[Skip to Navigation]
Article
April 1931

STREPTOCOCCIC SEPTICEMIA WITH VASCULAR LESIONS

Author Affiliations

PITTSBURGH

From the Medical Service and Institute of Pathology of the Western Pennsylvania Hospital of Pittsburgh.

Arch Intern Med (Chic). 1931;47(4):583-592. doi:10.1001/archinte.1931.00140220072004
Abstract

This report of a case of streptococcic septicemia, presenting an unusual clinical course and at autopsy showing a vascular lesion in several organs, merits careful consideration.

REPORT OF A CASE 

History.  —A Negro, aged 32, entered the hospital with the sole complaint of pain in the lower portion of the back. He believed himself to have been in perfect health until three weeks before admission, when, while at work, he lifted some heavy metal and experienced a sudden, severe pain in the lower portion of the back. The persistence and radiation of the pain were characteristic of acute strain. The only additional symptom was nocturia two or three times, which the patient insisted had commenced subsequent to the injury.The past history was unimportant except for several attacks of tonsillitis covering a period of years, gonorrhea eighteen years, and trauma to the right knee eight years, before the present examination.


Task directions: Please reproduce the entries in full. Keep every character the same.
Top of Data for this task
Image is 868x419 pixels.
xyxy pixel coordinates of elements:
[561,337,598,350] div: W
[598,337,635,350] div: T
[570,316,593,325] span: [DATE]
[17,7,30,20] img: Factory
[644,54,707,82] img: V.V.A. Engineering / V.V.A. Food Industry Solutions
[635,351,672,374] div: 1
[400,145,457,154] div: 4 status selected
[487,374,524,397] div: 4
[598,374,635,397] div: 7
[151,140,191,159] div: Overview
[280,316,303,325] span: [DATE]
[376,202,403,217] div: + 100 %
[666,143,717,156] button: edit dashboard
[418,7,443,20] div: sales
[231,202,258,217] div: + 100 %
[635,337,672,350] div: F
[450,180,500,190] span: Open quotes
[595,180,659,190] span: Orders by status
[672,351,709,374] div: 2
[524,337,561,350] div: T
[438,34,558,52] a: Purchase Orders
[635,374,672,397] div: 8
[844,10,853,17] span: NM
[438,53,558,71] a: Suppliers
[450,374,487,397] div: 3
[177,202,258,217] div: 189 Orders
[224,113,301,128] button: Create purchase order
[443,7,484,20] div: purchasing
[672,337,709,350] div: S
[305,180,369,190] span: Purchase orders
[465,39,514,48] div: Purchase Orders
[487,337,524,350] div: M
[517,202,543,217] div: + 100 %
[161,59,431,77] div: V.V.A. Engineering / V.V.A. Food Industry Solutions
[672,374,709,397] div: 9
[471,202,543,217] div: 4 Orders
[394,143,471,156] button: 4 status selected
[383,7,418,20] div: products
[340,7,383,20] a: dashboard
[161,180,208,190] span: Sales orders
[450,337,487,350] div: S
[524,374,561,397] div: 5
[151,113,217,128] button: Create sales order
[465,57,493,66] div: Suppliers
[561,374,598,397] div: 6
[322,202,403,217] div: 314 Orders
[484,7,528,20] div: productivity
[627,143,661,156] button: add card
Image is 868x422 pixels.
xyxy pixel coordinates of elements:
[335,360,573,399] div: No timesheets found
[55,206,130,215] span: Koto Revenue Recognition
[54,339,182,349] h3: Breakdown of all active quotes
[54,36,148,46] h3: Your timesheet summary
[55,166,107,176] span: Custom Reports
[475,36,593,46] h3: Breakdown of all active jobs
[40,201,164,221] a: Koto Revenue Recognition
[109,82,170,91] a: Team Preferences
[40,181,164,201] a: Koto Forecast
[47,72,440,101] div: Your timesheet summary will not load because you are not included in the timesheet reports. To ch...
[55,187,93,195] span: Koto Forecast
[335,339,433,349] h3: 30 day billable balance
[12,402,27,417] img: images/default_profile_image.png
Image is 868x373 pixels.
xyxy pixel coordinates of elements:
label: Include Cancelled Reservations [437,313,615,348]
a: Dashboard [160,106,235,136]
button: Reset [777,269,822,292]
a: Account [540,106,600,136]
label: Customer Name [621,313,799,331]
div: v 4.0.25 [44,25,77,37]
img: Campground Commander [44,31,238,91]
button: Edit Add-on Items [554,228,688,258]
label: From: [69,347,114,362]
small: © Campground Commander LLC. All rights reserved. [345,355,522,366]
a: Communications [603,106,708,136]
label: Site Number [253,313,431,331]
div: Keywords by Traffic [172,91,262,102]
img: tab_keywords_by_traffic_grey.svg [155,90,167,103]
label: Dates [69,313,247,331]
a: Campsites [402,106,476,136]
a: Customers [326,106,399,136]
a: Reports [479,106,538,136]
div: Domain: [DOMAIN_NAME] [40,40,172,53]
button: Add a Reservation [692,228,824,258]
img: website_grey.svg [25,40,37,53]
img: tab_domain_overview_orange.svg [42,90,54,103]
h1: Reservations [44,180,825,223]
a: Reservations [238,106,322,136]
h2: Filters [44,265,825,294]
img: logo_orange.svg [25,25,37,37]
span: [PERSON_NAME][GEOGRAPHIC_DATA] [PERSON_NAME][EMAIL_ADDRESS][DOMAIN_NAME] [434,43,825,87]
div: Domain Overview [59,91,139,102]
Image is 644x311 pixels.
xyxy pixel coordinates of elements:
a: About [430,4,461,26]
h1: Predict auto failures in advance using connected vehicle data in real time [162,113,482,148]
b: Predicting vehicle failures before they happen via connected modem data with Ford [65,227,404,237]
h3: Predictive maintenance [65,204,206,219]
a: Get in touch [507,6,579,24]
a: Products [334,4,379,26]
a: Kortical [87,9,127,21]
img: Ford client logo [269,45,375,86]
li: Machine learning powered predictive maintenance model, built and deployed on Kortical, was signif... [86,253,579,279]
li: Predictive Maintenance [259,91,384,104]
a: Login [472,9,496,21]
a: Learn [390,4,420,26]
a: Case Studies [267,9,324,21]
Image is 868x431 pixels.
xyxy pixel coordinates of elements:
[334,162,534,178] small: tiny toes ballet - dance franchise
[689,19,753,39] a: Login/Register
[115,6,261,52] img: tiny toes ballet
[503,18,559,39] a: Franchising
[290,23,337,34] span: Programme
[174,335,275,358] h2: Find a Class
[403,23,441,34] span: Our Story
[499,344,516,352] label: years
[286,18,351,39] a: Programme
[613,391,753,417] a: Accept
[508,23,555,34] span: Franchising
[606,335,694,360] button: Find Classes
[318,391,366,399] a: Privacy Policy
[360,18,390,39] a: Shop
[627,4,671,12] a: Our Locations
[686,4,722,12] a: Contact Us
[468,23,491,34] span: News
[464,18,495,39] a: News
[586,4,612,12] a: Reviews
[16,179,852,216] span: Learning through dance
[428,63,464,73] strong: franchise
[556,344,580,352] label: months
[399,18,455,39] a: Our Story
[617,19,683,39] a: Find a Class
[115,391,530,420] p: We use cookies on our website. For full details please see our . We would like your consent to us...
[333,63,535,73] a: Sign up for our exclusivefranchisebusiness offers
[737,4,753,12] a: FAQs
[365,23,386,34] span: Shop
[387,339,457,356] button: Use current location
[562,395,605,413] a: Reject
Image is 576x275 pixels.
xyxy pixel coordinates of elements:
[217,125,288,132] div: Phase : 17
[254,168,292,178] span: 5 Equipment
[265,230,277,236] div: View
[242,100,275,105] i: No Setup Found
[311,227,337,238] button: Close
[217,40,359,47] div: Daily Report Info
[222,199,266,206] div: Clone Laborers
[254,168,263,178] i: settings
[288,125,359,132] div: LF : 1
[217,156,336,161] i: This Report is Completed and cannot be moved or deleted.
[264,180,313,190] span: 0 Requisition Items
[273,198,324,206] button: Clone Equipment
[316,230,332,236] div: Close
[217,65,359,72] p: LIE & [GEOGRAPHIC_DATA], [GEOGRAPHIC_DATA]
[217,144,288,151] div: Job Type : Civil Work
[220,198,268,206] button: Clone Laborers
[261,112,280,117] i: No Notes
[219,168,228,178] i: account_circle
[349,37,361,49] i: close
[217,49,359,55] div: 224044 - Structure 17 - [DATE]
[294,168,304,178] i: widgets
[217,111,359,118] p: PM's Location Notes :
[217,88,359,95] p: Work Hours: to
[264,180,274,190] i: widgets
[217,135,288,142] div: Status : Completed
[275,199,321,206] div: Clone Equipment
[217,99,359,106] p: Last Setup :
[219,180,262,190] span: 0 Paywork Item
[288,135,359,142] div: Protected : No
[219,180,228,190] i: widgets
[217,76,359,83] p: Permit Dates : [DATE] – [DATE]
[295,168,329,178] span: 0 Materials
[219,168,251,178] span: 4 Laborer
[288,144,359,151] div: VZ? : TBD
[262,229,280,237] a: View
Bottom of Data for this task
Exercise result:
Image is 868x419 pixels.
xyxy pixel coordinates of elements:
[561,337,598,350] div: W
[598,337,635,350] div: T
[570,316,593,325] span: [DATE]
[17,7,30,20] img: Factory
[644,54,707,82] img: V.V.A. Engineering / V.V.A. Food Industry Solutions
[635,351,672,374] div: 1
[400,145,457,154] div: 4 status selected
[487,374,524,397] div: 4
[598,374,635,397] div: 7
[151,140,191,159] div: Overview
[280,316,303,325] span: [DATE]
[376,202,403,217] div: + 100 %
[666,143,717,156] button: edit dashboard
[418,7,443,20] div: sales
[231,202,258,217] div: + 100 %
[635,337,672,350] div: F
[450,180,500,190] span: Open quotes
[595,180,659,190] span: Orders by status
[672,351,709,374] div: 2
[524,337,561,350] div: T
[438,34,558,52] a: Purchase Orders
[635,374,672,397] div: 8
[844,10,853,17] span: NM
[438,53,558,71] a: Suppliers
[450,374,487,397] div: 3
[177,202,258,217] div: 189 Orders
[224,113,301,128] button: Create purchase order
[443,7,484,20] div: purchasing
[672,337,709,350] div: S
[305,180,369,190] span: Purchase orders
[465,39,514,48] div: Purchase Orders
[487,337,524,350] div: M
[517,202,543,217] div: + 100 %
[161,59,431,77] div: V.V.A. Engineering / V.V.A. Food Industry Solutions
[672,374,709,397] div: 9
[471,202,543,217] div: 4 Orders
[394,143,471,156] button: 4 status selected
[383,7,418,20] div: products
[340,7,383,20] a: dashboard
[161,180,208,190] span: Sales orders
[450,337,487,350] div: S
[524,374,561,397] div: 5
[151,113,217,128] button: Create sales order
[465,57,493,66] div: Suppliers
[561,374,598,397] div: 6
[322,202,403,217] div: 314 Orders
[484,7,528,20] div: productivity
[627,143,661,156] button: add card
Image is 868x422 pixels.
xyxy pixel coordinates of elements:
[335,360,573,399] div: No timesheets found
[55,206,130,215] span: Koto Revenue Recognition
[54,339,182,349] h3: Breakdown of all active quotes
[54,36,148,46] h3: Your timesheet summary
[55,166,107,176] span: Custom Reports
[475,36,593,46] h3: Breakdown of all active jobs
[40,201,164,221] a: Koto Revenue Recognition
[109,82,170,91] a: Team Preferences
[40,181,164,201] a: Koto Forecast
[47,72,440,101] div: Your timesheet summary will not load because you are not included in the timesheet reports. To ch...
[55,187,93,195] span: Koto Forecast
[335,339,433,349] h3: 30 day billable balance
[12,402,27,417] img: images/default_profile_image.png
Image is 868x373 pixels.
xyxy pixel coordinates of elements:
label: Include Cancelled Reservations [437,313,615,348]
a: Dashboard [160,106,235,136]
button: Reset [777,269,822,292]
a: Account [540,106,600,136]
label: Customer Name [621,313,799,331]
div: v 4.0.25 [44,25,77,37]
img: Campground Commander [44,31,238,91]
button: Edit Add-on Items [554,228,688,258]
label: From: [69,347,114,362]
small: © Campground Commander LLC. All rights reserved. [345,355,522,366]
a: Communications [603,106,708,136]
label: Site Number [253,313,431,331]
div: Keywords by Traffic [172,91,262,102]
img: tab_keywords_by_traffic_grey.svg [155,90,167,103]
label: Dates [69,313,247,331]
a: Campsites [402,106,476,136]
a: Customers [326,106,399,136]
a: Reports [479,106,538,136]
div: Domain: [DOMAIN_NAME] [40,40,172,53]
button: Add a Reservation [692,228,824,258]
img: website_grey.svg [25,40,37,53]
img: tab_domain_overview_orange.svg [42,90,54,103]
h1: Reservations [44,180,825,223]
a: Reservations [238,106,322,136]
h2: Filters [44,265,825,294]
img: logo_orange.svg [25,25,37,37]
span: [PERSON_NAME][GEOGRAPHIC_DATA] [PERSON_NAME][EMAIL_ADDRESS][DOMAIN_NAME] [434,43,825,87]
div: Domain Overview [59,91,139,102]
Image is 644x311 pixels.
xyxy pixel coordinates of elements:
a: About [430,4,461,26]
h1: Predict auto failures in advance using connected vehicle data in real time [162,113,482,148]
b: Predicting vehicle failures before they happen via connected modem data with Ford [65,227,404,237]
h3: Predictive maintenance [65,204,206,219]
a: Get in touch [507,6,579,24]
a: Products [334,4,379,26]
a: Kortical [87,9,127,21]
img: Ford client logo [269,45,375,86]
li: Machine learning powered predictive maintenance model, built and deployed on Kortical, was signif... [86,253,579,279]
li: Predictive Maintenance [259,91,384,104]
a: Login [472,9,496,21]
a: Learn [390,4,420,26]
a: Case Studies [267,9,324,21]
Image is 868x431 pixels.
xyxy pixel coordinates of elements:
[334,162,534,178] small: tiny toes ballet - dance franchise
[689,19,753,39] a: Login/Register
[115,6,261,52] img: tiny toes ballet
[503,18,559,39] a: Franchising
[290,23,337,34] span: Programme
[174,335,275,358] h2: Find a Class
[403,23,441,34] span: Our Story
[499,344,516,352] label: years
[286,18,351,39] a: Programme
[613,391,753,417] a: Accept
[508,23,555,34] span: Franchising
[606,335,694,360] button: Find Classes
[318,391,366,399] a: Privacy Policy
[360,18,390,39] a: Shop
[627,4,671,12] a: Our Locations
[686,4,722,12] a: Contact Us
[468,23,491,34] span: News
[464,18,495,39] a: News
[586,4,612,12] a: Reviews
[16,179,852,216] span: Learning through dance
[428,63,464,73] strong: franchise
[556,344,580,352] label: months
[399,18,455,39] a: Our Story
[617,19,683,39] a: Find a Class
[115,391,530,420] p: We use cookies on our website. For full details please see our . We would like your consent to us...
[333,63,535,73] a: Sign up for our exclusivefranchisebusiness offers
[737,4,753,12] a: FAQs
[365,23,386,34] span: Shop
[387,339,457,356] button: Use current location
[562,395,605,413] a: Reject
Image is 576x275 pixels.
xyxy pixel coordinates of elements:
[217,125,288,132] div: Phase : 17
[254,168,292,178] span: 5 Equipment
[265,230,277,236] div: View
[242,100,275,105] i: No Setup Found
[311,227,337,238] button: Close
[217,40,359,47] div: Daily Report Info
[222,199,266,206] div: Clone Laborers
[254,168,263,178] i: settings
[288,125,359,132] div: LF : 1
[217,156,336,161] i: This Report is Completed and cannot be moved or deleted.
[264,180,313,190] span: 0 Requisition Items
[273,198,324,206] button: Clone Equipment
[316,230,332,236] div: Close
[217,65,359,72] p: LIE & [GEOGRAPHIC_DATA], [GEOGRAPHIC_DATA]
[217,144,288,151] div: Job Type : Civil Work
[220,198,268,206] button: Clone Laborers
[261,112,280,117] i: No Notes
[219,168,228,178] i: account_circle
[349,37,361,49] i: close
[217,49,359,55] div: 224044 - Structure 17 - [DATE]
[294,168,304,178] i: widgets
[217,111,359,118] p: PM's Location Notes :
[217,88,359,95] p: Work Hours: to
[264,180,274,190] i: widgets
[217,135,288,142] div: Status : Completed
[275,199,321,206] div: Clone Equipment
[217,99,359,106] p: Last Setup :
[219,180,262,190] span: 0 Paywork Item
[288,135,359,142] div: Protected : No
[219,180,228,190] i: widgets
[217,76,359,83] p: Permit Dates : [DATE] – [DATE]
[295,168,329,178] span: 0 Materials
[219,168,251,178] span: 4 Laborer
[288,144,359,151] div: VZ? : TBD
[262,229,280,237] a: View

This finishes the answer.